YOUR INSTRUCTIONS>
In the records below, find the line with "This screenshot has height=336, width=597." and the line with "The image size is (1727, 971).". Print both exactly, along with every line between them, and no other line.

EXTRACTED ENTRIES>

************

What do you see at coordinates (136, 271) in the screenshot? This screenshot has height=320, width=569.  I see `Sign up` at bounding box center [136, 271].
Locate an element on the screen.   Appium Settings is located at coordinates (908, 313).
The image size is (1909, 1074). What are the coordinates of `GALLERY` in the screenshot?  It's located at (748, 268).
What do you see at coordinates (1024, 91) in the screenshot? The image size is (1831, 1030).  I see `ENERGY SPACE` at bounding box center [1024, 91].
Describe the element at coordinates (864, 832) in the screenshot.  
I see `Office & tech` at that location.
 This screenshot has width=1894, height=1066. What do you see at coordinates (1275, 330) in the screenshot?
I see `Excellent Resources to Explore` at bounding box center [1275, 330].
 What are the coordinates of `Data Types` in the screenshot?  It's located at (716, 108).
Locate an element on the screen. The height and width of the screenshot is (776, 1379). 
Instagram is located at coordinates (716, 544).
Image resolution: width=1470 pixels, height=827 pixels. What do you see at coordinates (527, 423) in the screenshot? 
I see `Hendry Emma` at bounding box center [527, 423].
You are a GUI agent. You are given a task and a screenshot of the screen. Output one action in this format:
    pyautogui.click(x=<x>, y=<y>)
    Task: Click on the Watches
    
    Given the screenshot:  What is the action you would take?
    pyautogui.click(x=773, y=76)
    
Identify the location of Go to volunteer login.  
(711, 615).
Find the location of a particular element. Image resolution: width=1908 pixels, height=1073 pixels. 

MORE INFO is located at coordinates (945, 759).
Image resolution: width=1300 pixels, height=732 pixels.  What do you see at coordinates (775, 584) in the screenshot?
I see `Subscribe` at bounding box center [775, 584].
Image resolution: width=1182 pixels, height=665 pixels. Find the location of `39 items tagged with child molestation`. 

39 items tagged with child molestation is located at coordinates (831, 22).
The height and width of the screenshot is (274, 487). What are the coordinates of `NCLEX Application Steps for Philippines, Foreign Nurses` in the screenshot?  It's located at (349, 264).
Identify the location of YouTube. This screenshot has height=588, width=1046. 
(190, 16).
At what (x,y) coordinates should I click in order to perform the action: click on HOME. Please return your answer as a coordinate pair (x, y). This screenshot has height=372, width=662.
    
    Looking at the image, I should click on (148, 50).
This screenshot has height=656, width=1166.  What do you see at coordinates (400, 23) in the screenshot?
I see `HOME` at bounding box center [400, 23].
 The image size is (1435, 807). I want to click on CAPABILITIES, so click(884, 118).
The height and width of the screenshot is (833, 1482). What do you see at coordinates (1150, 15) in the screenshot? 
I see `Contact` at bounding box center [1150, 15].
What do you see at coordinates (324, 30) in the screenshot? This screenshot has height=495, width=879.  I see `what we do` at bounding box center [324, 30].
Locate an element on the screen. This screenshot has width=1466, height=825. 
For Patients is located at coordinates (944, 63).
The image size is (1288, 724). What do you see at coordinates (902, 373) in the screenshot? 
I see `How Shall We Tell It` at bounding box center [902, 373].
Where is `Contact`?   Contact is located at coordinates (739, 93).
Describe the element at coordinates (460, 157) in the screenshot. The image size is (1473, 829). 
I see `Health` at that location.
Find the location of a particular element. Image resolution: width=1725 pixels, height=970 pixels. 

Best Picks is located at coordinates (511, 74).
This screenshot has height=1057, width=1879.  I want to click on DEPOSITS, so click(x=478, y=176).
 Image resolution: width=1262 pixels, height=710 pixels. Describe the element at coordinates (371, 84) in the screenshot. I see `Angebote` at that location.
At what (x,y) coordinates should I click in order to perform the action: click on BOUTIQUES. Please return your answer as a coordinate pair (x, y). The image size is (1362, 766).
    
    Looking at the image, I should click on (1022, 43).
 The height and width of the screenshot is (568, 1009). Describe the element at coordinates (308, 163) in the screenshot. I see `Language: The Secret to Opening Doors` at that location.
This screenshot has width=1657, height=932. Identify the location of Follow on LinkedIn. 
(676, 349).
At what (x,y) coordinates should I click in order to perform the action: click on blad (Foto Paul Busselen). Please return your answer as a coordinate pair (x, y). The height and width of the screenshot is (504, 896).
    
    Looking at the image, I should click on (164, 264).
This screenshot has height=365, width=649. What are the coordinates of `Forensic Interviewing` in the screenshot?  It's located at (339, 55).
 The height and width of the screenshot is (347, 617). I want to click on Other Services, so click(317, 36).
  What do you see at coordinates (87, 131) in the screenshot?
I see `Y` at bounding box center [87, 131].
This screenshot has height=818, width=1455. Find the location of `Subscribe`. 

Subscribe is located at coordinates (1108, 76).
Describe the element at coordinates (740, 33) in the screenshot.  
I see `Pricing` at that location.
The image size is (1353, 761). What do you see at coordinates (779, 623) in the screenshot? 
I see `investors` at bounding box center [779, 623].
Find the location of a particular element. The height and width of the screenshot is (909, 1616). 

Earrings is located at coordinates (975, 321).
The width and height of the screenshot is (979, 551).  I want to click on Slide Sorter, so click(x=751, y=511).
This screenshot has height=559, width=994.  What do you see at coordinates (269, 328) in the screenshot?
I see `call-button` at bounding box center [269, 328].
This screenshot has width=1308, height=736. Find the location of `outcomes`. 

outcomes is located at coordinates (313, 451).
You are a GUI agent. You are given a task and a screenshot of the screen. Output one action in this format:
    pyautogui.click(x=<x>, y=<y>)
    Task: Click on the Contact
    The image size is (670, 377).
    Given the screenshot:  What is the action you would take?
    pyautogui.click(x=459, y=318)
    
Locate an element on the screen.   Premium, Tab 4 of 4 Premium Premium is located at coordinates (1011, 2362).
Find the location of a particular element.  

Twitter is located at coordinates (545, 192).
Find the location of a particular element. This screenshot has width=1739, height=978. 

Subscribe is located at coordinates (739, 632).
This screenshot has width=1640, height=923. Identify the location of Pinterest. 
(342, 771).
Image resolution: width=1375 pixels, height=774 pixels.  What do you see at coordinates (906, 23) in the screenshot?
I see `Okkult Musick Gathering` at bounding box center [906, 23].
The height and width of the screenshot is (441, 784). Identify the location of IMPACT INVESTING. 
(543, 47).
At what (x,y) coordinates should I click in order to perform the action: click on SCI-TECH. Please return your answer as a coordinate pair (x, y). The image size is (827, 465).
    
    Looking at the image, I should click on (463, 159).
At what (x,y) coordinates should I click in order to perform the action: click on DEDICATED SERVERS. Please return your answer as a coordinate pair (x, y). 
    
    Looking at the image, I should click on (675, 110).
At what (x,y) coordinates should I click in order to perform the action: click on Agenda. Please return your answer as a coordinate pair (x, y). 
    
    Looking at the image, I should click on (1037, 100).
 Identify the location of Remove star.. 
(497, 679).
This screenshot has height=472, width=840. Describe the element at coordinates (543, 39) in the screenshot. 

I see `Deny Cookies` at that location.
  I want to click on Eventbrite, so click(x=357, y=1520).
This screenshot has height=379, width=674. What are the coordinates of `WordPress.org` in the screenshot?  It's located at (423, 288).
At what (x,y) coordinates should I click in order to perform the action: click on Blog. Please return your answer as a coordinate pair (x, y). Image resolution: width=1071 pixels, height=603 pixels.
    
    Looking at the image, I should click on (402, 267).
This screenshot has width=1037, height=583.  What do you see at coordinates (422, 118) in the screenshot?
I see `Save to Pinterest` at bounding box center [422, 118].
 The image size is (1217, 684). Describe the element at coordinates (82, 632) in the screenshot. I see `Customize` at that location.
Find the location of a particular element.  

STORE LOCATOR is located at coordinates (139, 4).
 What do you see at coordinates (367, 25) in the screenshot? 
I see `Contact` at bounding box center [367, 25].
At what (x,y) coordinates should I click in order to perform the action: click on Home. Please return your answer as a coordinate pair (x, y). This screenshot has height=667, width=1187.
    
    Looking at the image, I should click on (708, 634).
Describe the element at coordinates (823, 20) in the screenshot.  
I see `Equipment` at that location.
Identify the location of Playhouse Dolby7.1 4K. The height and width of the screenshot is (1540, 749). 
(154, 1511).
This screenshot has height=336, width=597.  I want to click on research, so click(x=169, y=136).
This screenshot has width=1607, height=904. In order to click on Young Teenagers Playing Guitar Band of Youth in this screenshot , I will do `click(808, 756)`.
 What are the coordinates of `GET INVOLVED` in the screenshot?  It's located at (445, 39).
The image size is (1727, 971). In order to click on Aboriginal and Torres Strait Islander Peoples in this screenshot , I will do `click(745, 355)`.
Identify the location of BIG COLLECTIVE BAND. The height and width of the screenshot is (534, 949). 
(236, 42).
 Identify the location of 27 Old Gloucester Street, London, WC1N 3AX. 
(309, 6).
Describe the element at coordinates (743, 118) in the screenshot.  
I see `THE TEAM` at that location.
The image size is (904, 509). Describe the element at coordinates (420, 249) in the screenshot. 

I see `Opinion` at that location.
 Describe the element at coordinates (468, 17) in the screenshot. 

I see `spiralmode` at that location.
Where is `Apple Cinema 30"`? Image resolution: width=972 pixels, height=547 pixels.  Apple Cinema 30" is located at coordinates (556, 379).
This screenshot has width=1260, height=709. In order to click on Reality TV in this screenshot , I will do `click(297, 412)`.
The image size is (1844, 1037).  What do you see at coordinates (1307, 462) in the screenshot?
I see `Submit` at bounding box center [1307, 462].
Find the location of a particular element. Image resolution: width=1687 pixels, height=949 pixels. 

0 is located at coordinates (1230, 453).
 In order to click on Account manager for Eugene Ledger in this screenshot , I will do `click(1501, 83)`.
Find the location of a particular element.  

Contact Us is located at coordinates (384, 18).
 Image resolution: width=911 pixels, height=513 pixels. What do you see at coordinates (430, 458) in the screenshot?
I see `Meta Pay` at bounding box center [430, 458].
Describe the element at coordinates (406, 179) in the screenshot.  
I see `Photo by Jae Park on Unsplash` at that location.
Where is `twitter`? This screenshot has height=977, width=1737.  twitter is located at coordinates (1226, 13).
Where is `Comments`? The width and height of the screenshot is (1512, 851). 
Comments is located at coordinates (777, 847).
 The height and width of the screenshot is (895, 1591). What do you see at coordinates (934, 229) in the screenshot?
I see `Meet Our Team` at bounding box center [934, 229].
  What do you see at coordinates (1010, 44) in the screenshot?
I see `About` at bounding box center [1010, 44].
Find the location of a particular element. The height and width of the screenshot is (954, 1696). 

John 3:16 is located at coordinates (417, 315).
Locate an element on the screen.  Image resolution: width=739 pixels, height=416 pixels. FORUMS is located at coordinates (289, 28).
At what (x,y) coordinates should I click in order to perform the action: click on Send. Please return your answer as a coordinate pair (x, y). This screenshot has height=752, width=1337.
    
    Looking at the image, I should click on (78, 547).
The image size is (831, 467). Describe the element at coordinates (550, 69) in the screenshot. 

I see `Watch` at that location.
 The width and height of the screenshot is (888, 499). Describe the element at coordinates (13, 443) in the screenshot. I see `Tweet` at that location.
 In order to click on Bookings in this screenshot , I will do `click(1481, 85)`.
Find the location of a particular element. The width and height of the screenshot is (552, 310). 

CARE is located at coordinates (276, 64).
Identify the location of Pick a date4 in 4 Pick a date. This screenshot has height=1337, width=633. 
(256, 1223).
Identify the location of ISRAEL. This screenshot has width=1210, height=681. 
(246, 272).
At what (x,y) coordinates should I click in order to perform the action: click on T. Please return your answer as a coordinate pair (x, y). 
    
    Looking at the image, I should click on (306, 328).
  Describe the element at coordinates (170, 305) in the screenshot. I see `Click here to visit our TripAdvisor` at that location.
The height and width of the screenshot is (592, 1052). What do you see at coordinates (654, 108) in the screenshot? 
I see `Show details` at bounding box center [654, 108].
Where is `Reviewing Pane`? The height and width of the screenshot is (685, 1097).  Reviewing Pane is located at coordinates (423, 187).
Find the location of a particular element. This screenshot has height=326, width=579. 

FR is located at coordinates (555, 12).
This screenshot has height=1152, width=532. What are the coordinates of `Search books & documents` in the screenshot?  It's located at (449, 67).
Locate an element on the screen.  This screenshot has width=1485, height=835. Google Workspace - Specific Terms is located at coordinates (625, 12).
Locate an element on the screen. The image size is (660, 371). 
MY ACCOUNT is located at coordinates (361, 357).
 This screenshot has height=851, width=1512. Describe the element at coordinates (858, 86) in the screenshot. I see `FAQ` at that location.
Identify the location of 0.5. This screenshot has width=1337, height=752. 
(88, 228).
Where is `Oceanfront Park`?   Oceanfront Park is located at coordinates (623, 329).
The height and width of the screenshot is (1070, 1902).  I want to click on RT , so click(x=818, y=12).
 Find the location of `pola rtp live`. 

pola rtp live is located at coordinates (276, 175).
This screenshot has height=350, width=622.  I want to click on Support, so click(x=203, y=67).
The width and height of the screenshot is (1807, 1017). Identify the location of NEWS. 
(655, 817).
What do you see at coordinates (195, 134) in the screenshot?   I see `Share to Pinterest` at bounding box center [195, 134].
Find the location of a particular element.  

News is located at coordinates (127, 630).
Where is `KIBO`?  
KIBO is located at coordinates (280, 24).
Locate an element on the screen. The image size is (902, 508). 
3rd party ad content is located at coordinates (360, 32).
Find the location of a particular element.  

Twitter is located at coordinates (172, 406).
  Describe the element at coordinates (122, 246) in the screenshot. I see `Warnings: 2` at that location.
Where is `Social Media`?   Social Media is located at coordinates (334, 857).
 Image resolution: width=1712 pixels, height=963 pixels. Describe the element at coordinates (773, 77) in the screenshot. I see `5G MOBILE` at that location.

************

YOUR RESPONSE>
This screenshot has height=336, width=597.  I want to click on research, so click(x=169, y=136).
This screenshot has width=1607, height=904. In order to click on Young Teenagers Playing Guitar Band of Youth in this screenshot , I will do `click(808, 756)`.
 What are the coordinates of `GET INVOLVED` in the screenshot?  It's located at (445, 39).
The image size is (1727, 971). In order to click on Aboriginal and Torres Strait Islander Peoples in this screenshot , I will do `click(745, 355)`.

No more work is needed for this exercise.